Consumers’ desire for sustainable clothing is trending up worldwide, and the baby clothing market is no exception. In March 2020, for example, Gerber Childrenswear LLC launched a new “elevated” line of baby basics called Gerber Modern Moments. All of the items are made with organic cotton in an apparent bid to increase their eco-friendly appeal. But it also takes green to go green: A pair of Gerber Modern Moments sage green and black rompers will set you back about $20 – almost twice the price of the non-organic equivalent.

But if you’re willing to be optimistic (in 2022 no less!), there are a slew of new companies with somewhat novel waste-reduction models for child apparel. Many of these ventures focus on resale, repair, and recycling options rather than your standard greenwashing campaigns. 

In April of last year, for example, the popular kid clothing brand Carters partnered with TerraCycle to launch a free, national textile recycling program, called Kidcycle. People can sign up for an account, fill a box with any brand of kid or baby clothing that they can’t donate or give away, download a free shipping label, and drop the package off at any UPS location. The materials are then recycled, often ending up as insulation.

a black bag with the words "borobabi" in all caps on it next to a neatly folded pile of baby clothes tied up in string
Courtesy of Borobabi

The New Jersey-based company Borobabi (pronounced “borrow baby”) claims to be America’s first circular retailer. Customers can rent or buy baby clothes made from natural materials, selecting from new or pre-owned items. For families who choose to buy an outfit, they can return it to the company when they’re done in exchange for store credit. The pre-owned items are either composted or cleaned and put back into circulation, depending on their condition. “On average, we can do four to five turns of the clothes,” said Emily Ryger, the company’s chief of communications. Borobabi was recently certified by the nonprofit B Lab as having met high standards of social and environmental performance, transparency, and accountability.

In the past two years, Ryger says the company has seen demand grow exponentially. “The market’s desire is for worthwhile options in the face of climate change,” she said.

Szaky, himself a father of three kids, also sees a lot of promise in looped models for baby clothing — ones that allow an item to be returned in good condition and used again. One key reason is that clothes for very young children have the fastest consumption cycle. That quick turnover is attractive to companies that are willing to clean and resell pre-owned items instead of making new ones. 

“Reuse can be a win-win for companies and consumers,” Szaky said. “Of course the very best thing is to buy less, but you also have to consider the sentimental factor, especially around baby clothes. Some people like to buy them and others find it difficult to let them go. I think the biggest miss we have in the sustainability space is hoping for a behavior change or talking about behavior change when really people don’t want to.”

Here’s the thing about parents of young children: We want a better future for our kids, we really do. And many of us are very, very aware of the horrors that await future generations if we don’t curb our emissions and consumption habits ASAP. But the truth is, we are also so effing tired.
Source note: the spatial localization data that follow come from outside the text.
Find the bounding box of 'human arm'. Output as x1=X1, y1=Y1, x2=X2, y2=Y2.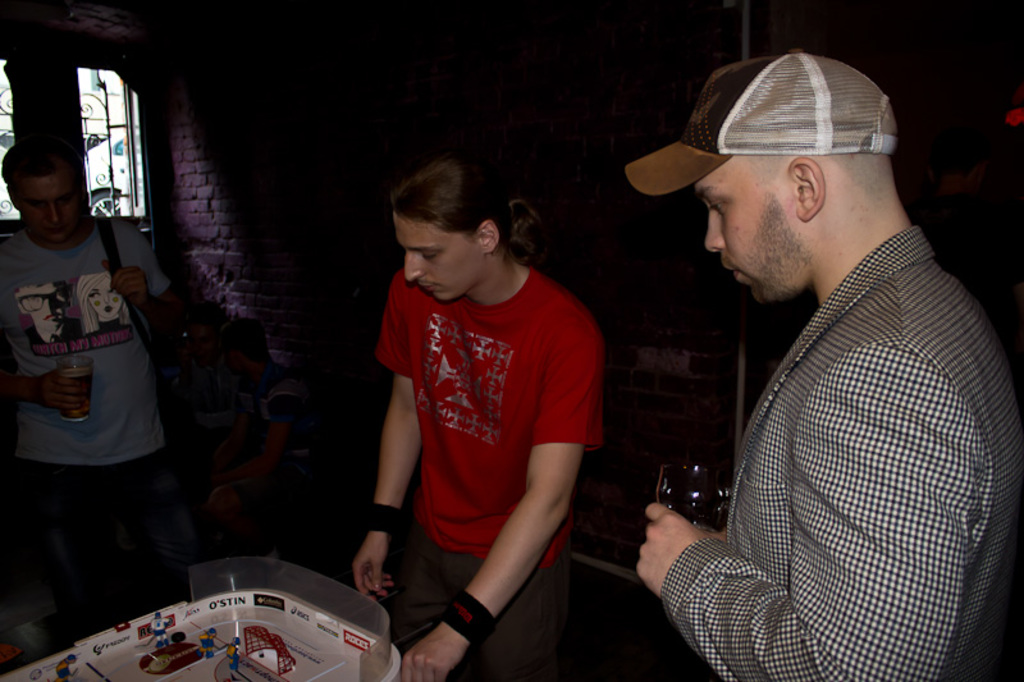
x1=388, y1=313, x2=605, y2=681.
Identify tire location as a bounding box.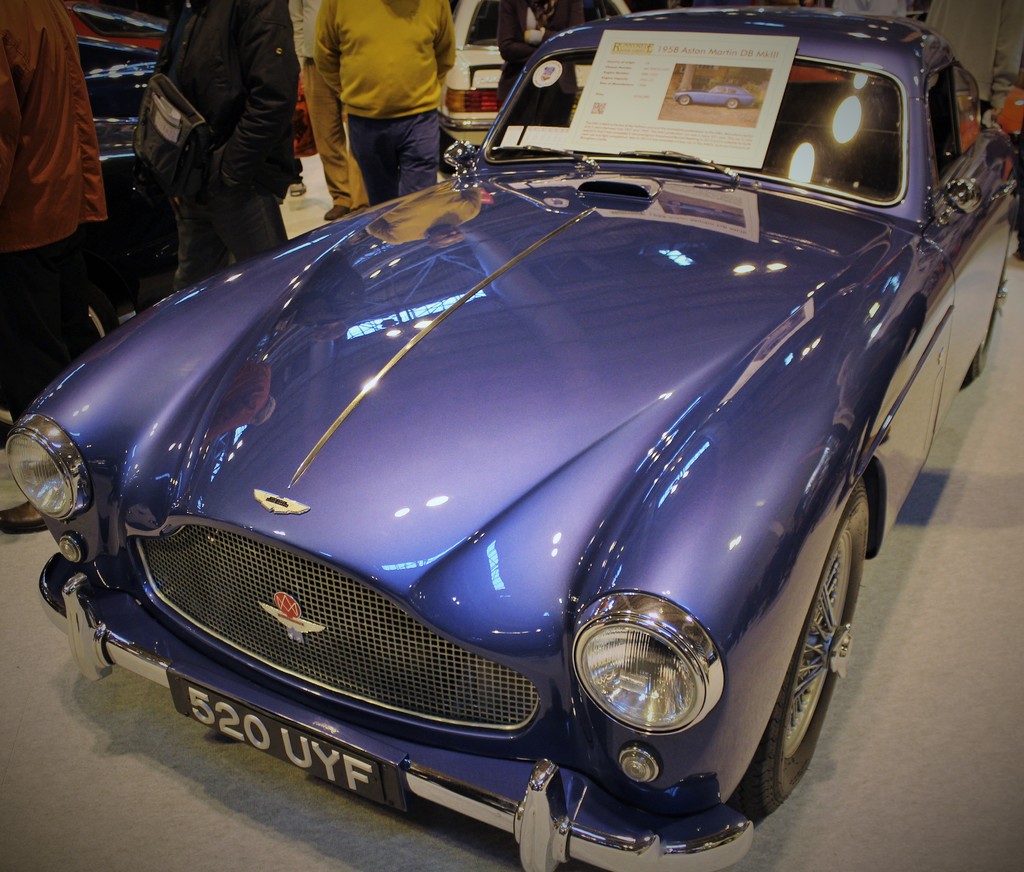
left=0, top=276, right=116, bottom=439.
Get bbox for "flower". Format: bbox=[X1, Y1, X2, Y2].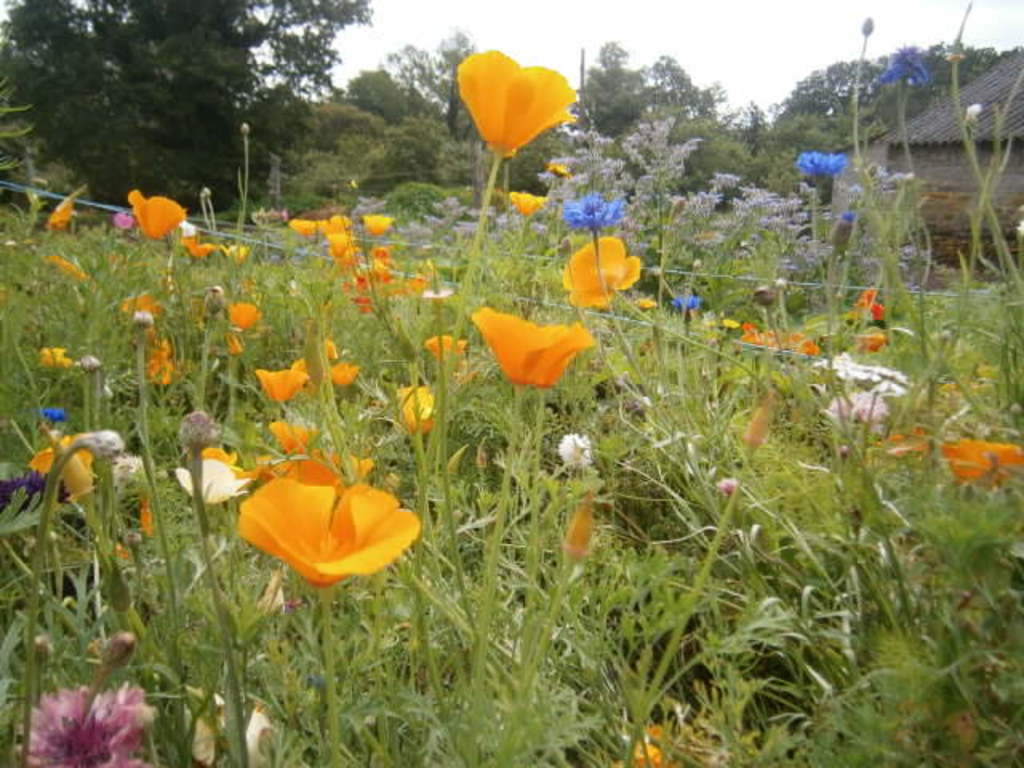
bbox=[670, 294, 693, 312].
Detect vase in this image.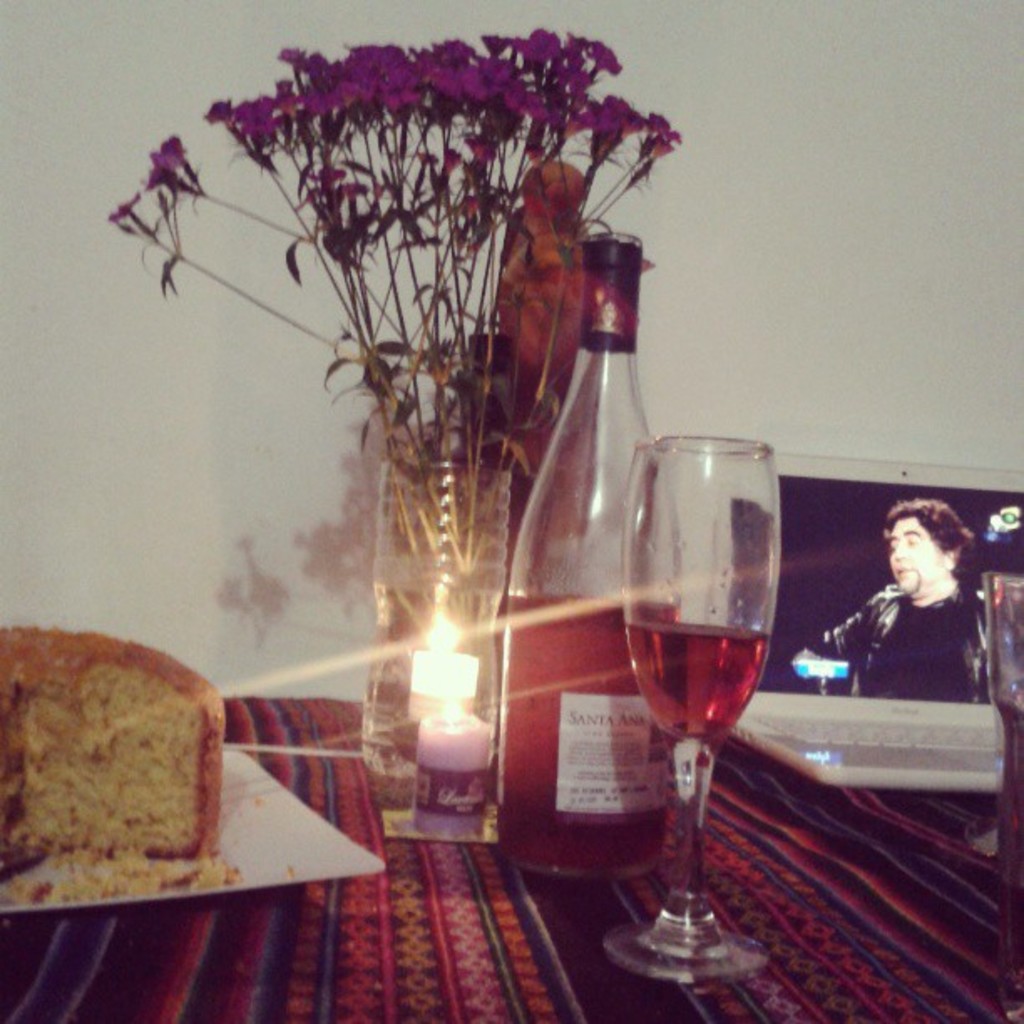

Like physically, mentally, and spiritually tired. That can make the siren song of consumerism hard to resist, even when it comes to something as innocuous as curbing the wastefulness associated with what our kids wear.

Hopefully parents in the near future won’t have to agonize as much between climate and convenience. But the good news is, I don’t think it’s necessary to hold ourselves to some unrealistic purity test in order to do better. And every time I successfully make a bag of my kids’ old stuff disappear into the arms of a grateful new family, or stuff my son into my daughter’s old hand-me-down leggings, I fully plan to celebrate the victory.